Earlier I referred to x as a local variable. What does that mean? It means that the local variable has a local scope (context). For example, when a local variable is defined inside of a method or a loop, its scope is within the method or loop where it was defined. It doesn't have a useful life beyond that.
There are so many things wrong with this--believe me, I see this all the time.
There's a weird habit where a teacher wants to explain something simple, and ends up referring to something more complex to explain something simple.
Here are a few words, Fitzgerald fails to define: scope, context, loop, method. Finally, he says "doesn't have a useful life beyond that" anthropomorphizing the heck out of local variables.
Does he give an example of a local variable? Does he explain why anyone would want local variables? Does he say what a context is?
He falls into a common trap for programming writers. He explains what is. He doesn't explain why it is. Indeed, I imagine Fitzgerald whining to his editors "Why do I have to explain something so easy?" and then doing a half-ass job.
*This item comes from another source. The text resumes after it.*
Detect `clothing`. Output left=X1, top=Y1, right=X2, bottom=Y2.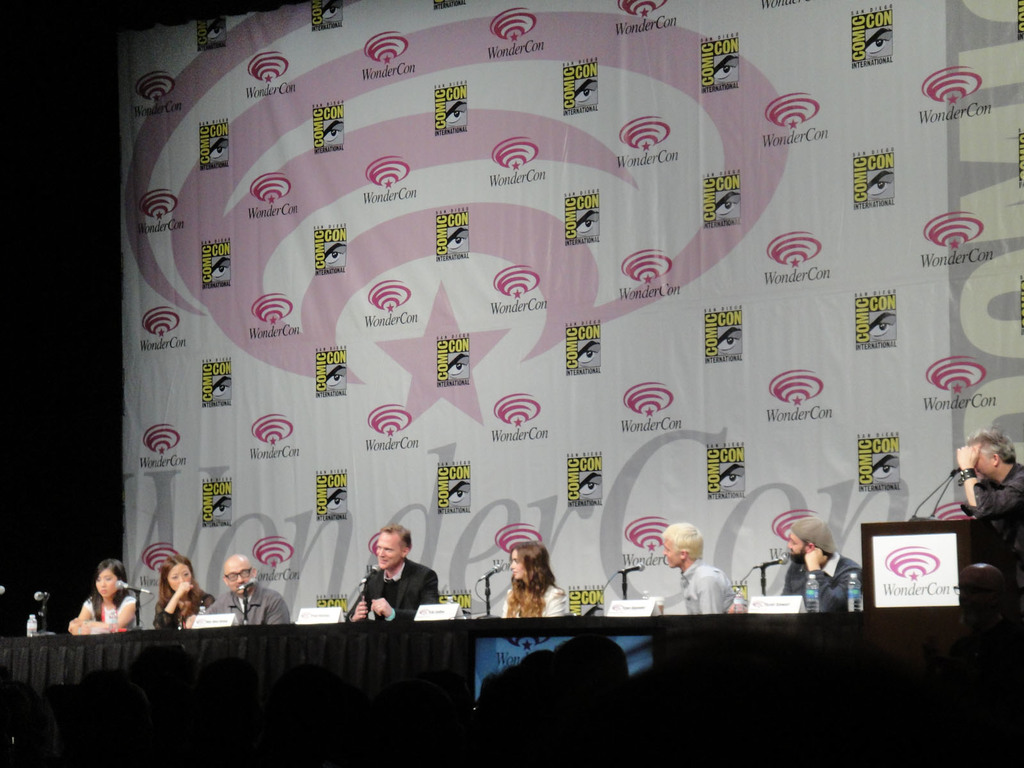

Technically, there's nothing wrong with his statement (except the horribly vague "doesn't have a useful life after that"), but it's awful nonetheless.
If a reasonable programmer were given the list: local variable, scope, context, loop, method, and asked which was the easiest to explain, I suppose they might pick "local variable". So why on earth would you explain it in terms of the other terms?
And then he refers to duck typing which again is awful. Everyone in Ruby uses the phrase, so he has to stick it in. Did he even define what a type was?
If he assumes we know Java, then he should say "Local variables in Ruby work pretty much like they do in Java". If he assumes that the reader is a programming newbie, this is total dreck.
How did this ever pass an editorial review?